Kroger shares rose 2.8 percent on Friday after falling 8.1 percent Thursday, while Costco alternated between losses and gains following Thursday’s 5 percent decline. Friday, shares of Royal Ahold Delhaize NV, the Dutch company that operates the Giant Food and Food Lion chains, dropped as much as 7.6 percent in Amsterdam.

Even European companies with no ties to the U.S., such as Great Britain’s Tesco Plc and France’s Carrefour SA, saw their shares decline. Amazon said it would also cut prices in its 9 U.K. stores.

Amazon is less constrained by profit expectations thanks to a tech-industry ethos that values growth above everything. So it can tinker with the prices of organic eggs, almond butter and rotisserie chicken, experimenting with what gets customers to respond and then doubling down on those successful bets.

Up until a couple of years ago, the grocery price war had largely been fought over mainstream products like soda, soup and cereal, leaving higher-end organics to compete on quality. Organic products still have fatter margins, giving Amazon more room to experiment on pricing.

“When you think about Amazon’s dynamic pricing, it is taking a 21st-century technology and putting it in front of consumers in a new venue,” said Ken Harris, managing partner at Cadent Consulting Group. “Consumers have come to expect it in other places but not their neighborhood supermarket. So it’s profound, and other retailers have to take notice.”

For years, organic food was a niche category, but Whole Foods showed there was growing demand as it opened more than 400 stores across the country. Eventually, major chains like Wal-Mart and Kroger responded by stocking more organic items. U.S. consumers bought more organic fare than ever before in 2016, with sales increasing 8.4 percent to $47 billion and accounting for more than 5 percent of all food sales in the country, according to the Organic Trade Association.
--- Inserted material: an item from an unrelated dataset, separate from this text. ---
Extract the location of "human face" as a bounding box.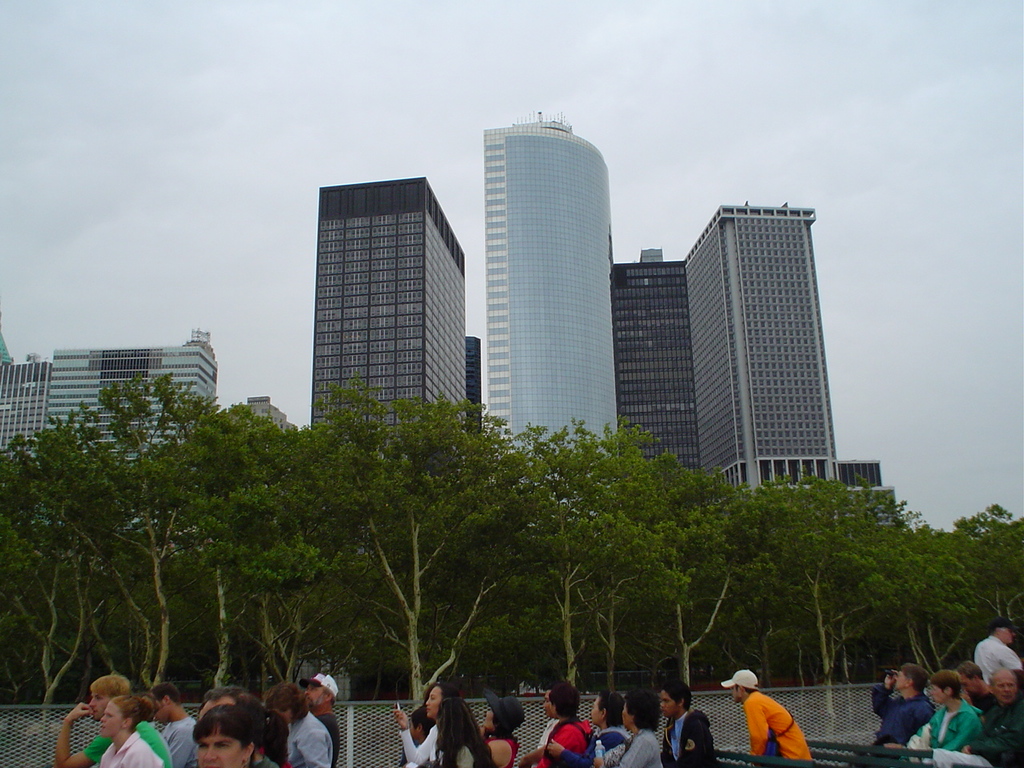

But as organics became more widespread, the traditional supermarkets undercut Whole Foods on price, and the chain’s same-store sales have fallen for eight straight quarters as it struggled to respond. It introduced a new store format called 365 that offered less expensive items to attract younger, budget-conscious shoppers. But the declines continued, and the company had only opened a handful of 365 locations before Amazon pounced in mid-June. 
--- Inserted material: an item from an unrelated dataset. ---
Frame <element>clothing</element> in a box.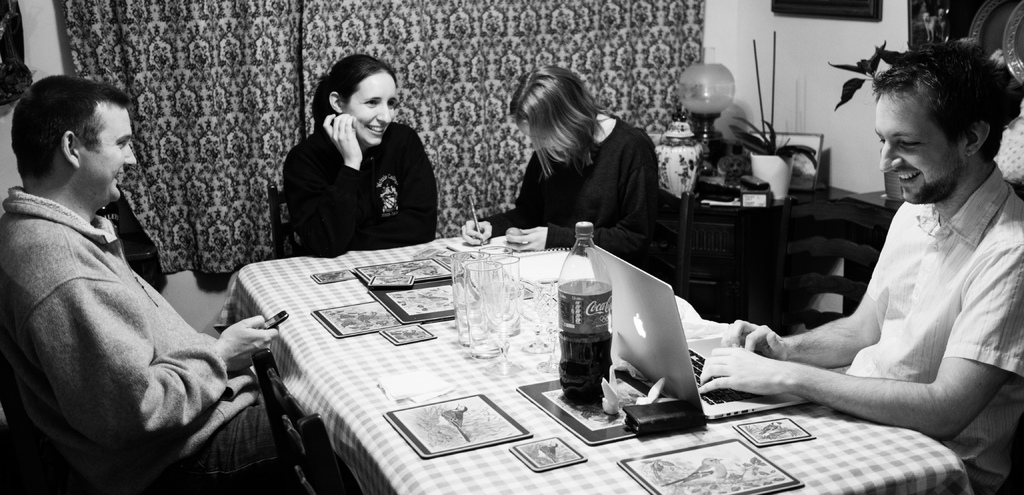
box=[280, 118, 433, 274].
That makes having Amazon behind Whole Foods all the more important, according to Jennifer Bartashus, an analyst for Bloomberg Intelligence. Even before the deal, the grocer was offering more discounts to combat its “Whole Paycheck” reputation and investing in a rewards program. Amazon will speed those efforts by layering on discounts for Prime members, who are typically shopping at Whole Foods already. Nearly two-thirds of Whole Foods’ regular customers are Prime members, according to retail consultancy Magid.

“Whole Foods customers are very Amazon-savvy,” said Matt Sargent, Magid’s senior vice president of retail. “That’s a good thing but with this deal, Amazon bought the same customers it already had. So they have to expand beyond current Whole Foods customers by offering more value.” Whether Amazon can convert those value-seekers into long-term customers will be the challenge, Barthashus said.
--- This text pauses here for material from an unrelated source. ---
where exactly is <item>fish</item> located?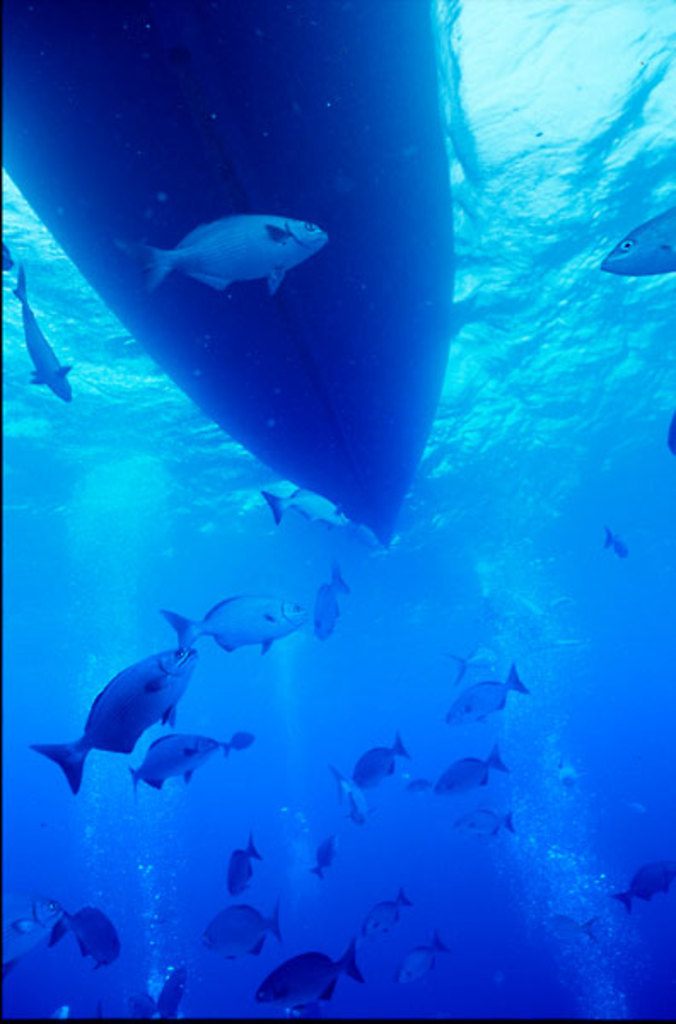
Its bounding box is 449, 669, 534, 722.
Amazon’s rapid price moves could also backfire, some analysts said. If the retail giant is unable to move quickly enough to adjust price tags in the store to reflect the discounts it’s advertising, the company could get called out by watchdogs and even fined by federal trade regulators, according to Cadent Consulting’s Harris.

“There are huge risks,” he said. And even with all this attention, Whole Foods is still a small player in the U.S. grocery market compared with Wal-Mart and Kroger, who together garner more than 30 percent of sales.

Still, the brick-and-mortar crowd no doubt noticed Amazon’s ominous note that the price cuts were “just the beginning,” with more changes in the works. Bezos is fond of saying that it’s always “Day 1” at the online giant, a reminder to maintain the aggressive, risk-taking culture of the company’s inception.

On Monday, the supermarket industry will learn just what Day 1 means.